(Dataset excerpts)

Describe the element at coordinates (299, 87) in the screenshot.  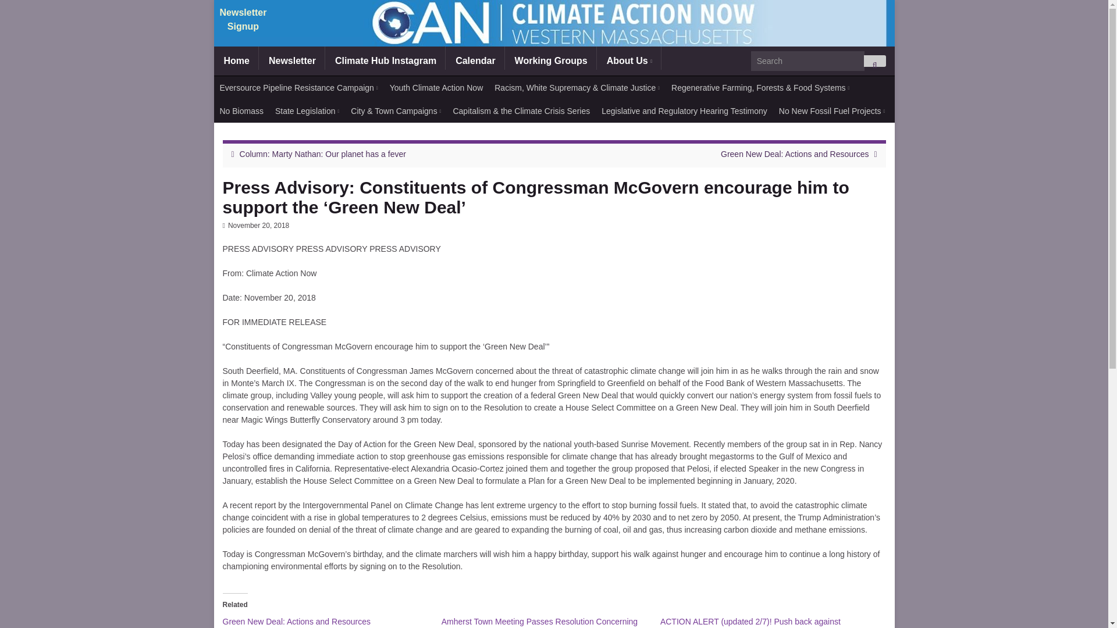
I see `Eversource Pipeline Resistance Campaign` at that location.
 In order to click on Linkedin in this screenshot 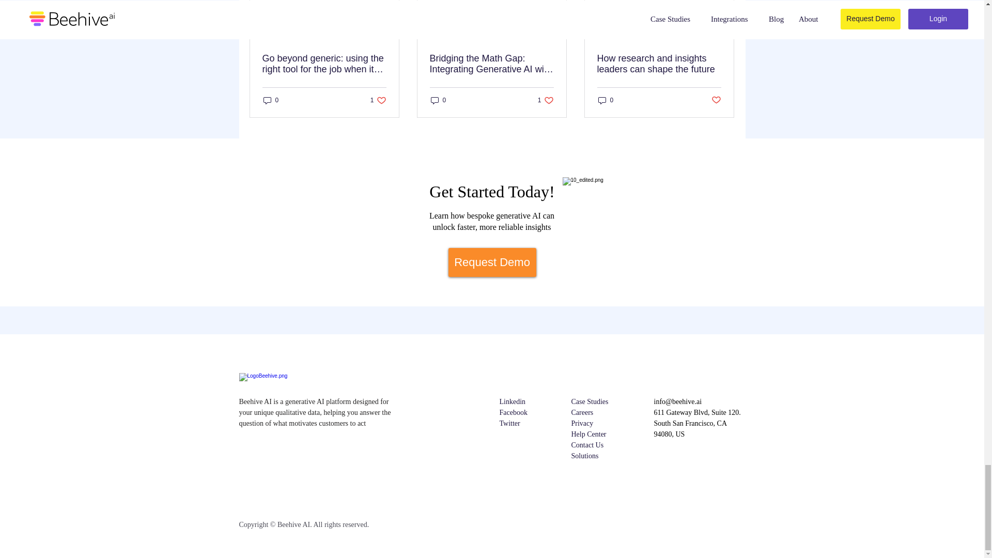, I will do `click(590, 402)`.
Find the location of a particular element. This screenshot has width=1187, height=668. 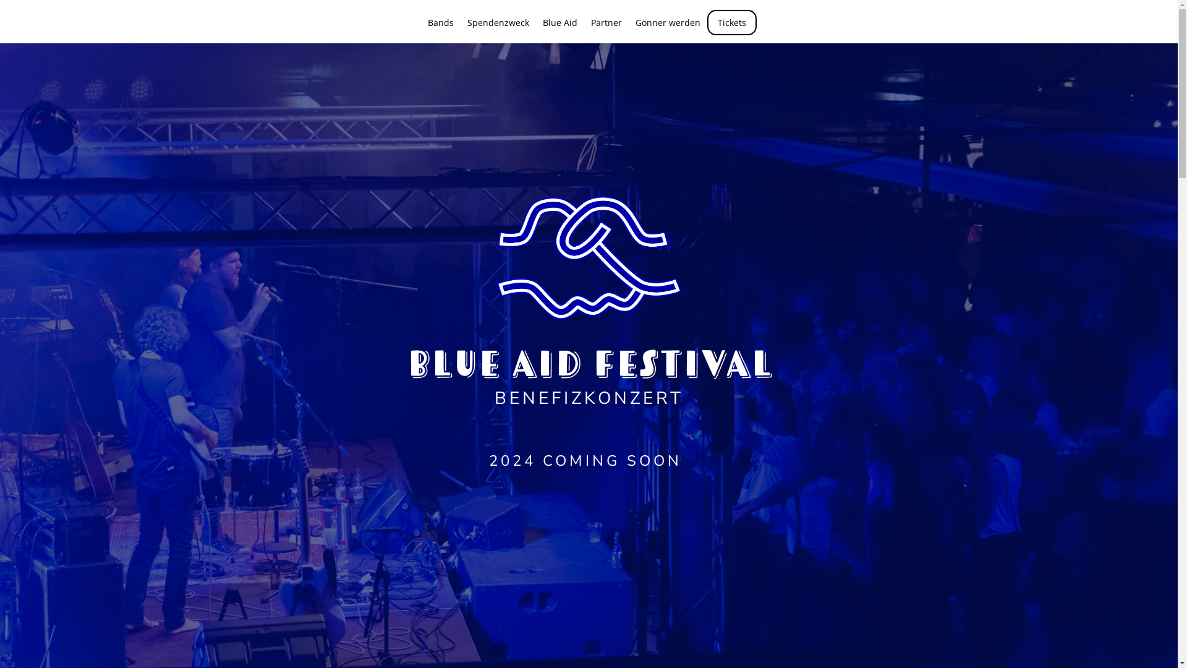

Blue Aid is located at coordinates (560, 32).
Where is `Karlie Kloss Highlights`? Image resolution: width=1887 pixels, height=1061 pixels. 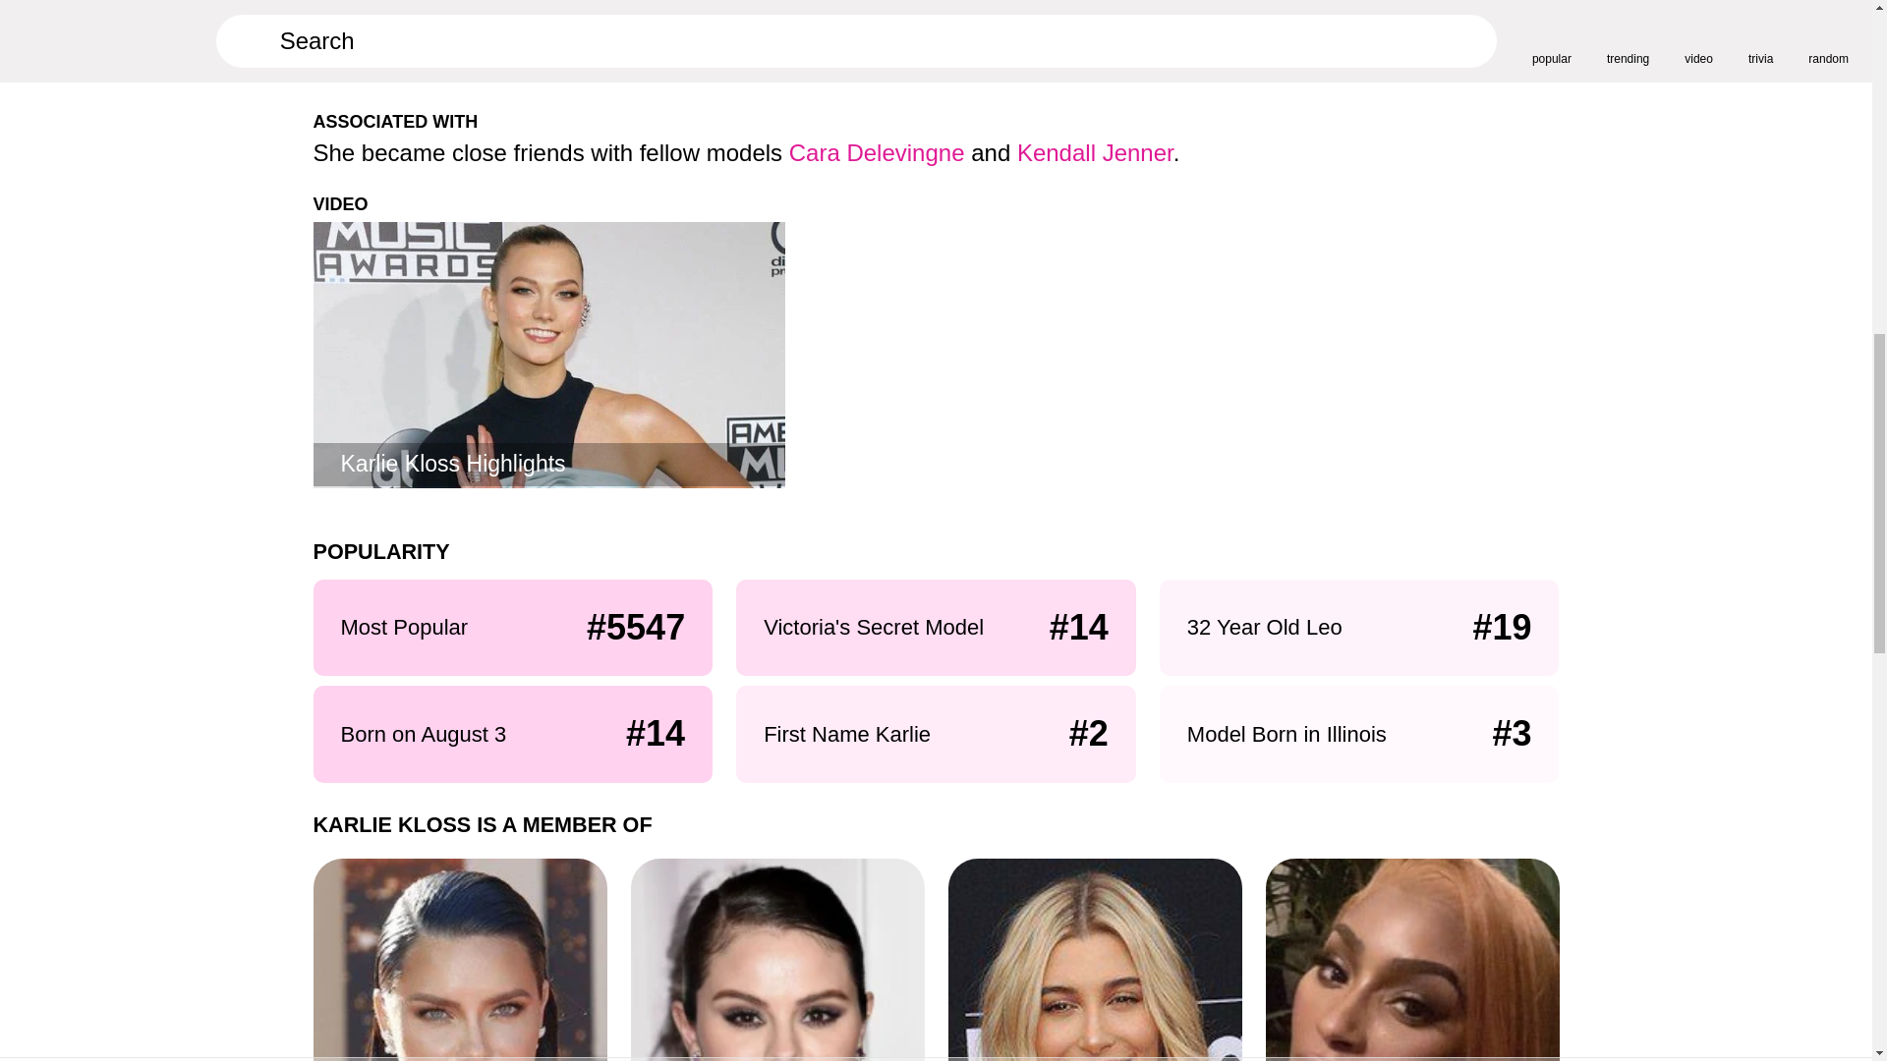
Karlie Kloss Highlights is located at coordinates (548, 354).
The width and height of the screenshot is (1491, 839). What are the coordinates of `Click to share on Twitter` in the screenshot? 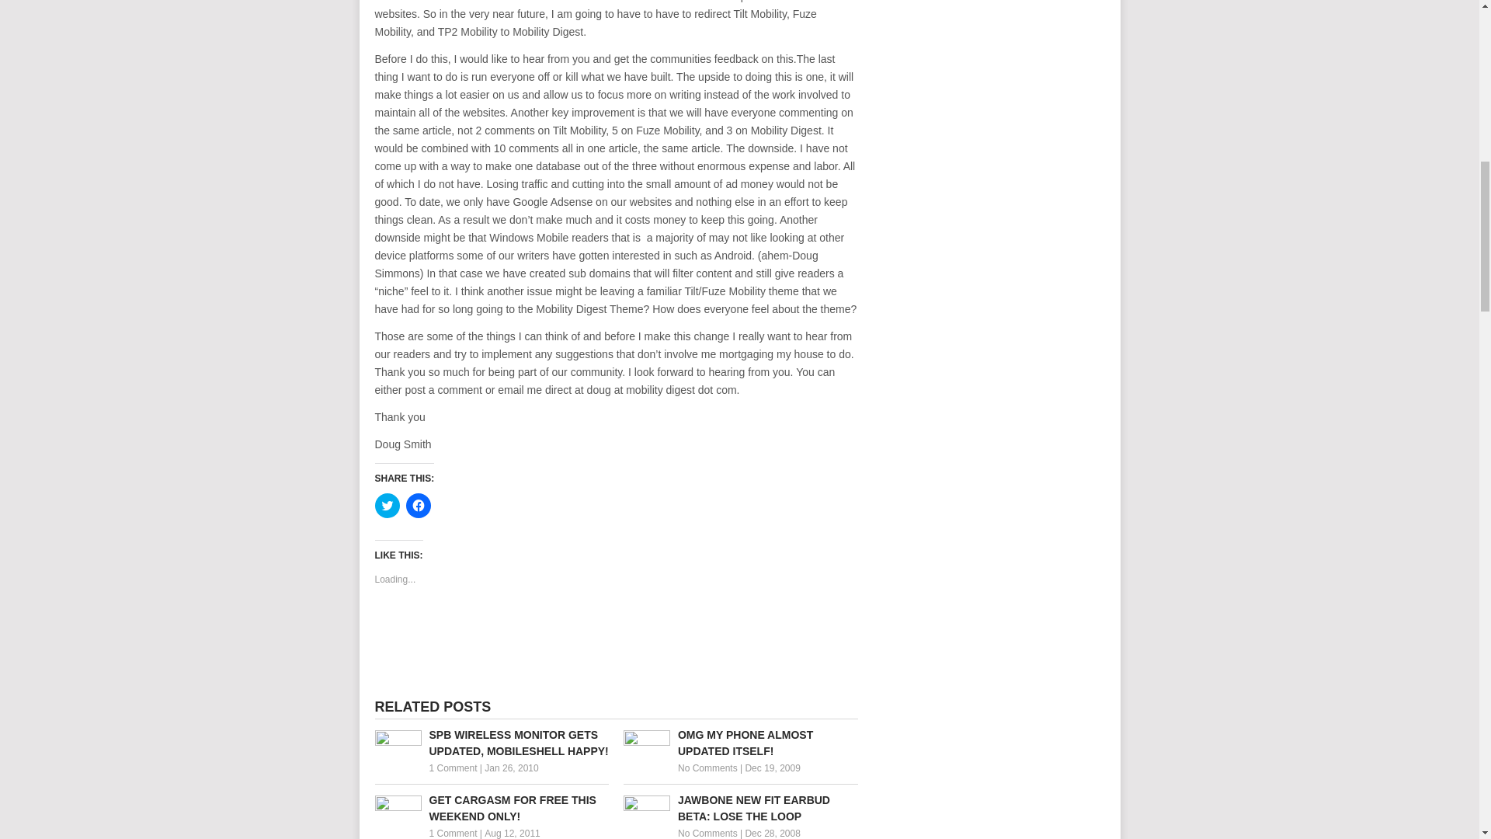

Task statement: Restate, exactly as they appear, the line with "pixels, height=1061 pixels." and all the lines after it up to the end of the data above; images do not belong in the copy.

Solution for this task:
Where is `Karlie Kloss Highlights`? Image resolution: width=1887 pixels, height=1061 pixels. 
Karlie Kloss Highlights is located at coordinates (548, 354).
The width and height of the screenshot is (1491, 839). What are the coordinates of `Click to share on Twitter` in the screenshot? 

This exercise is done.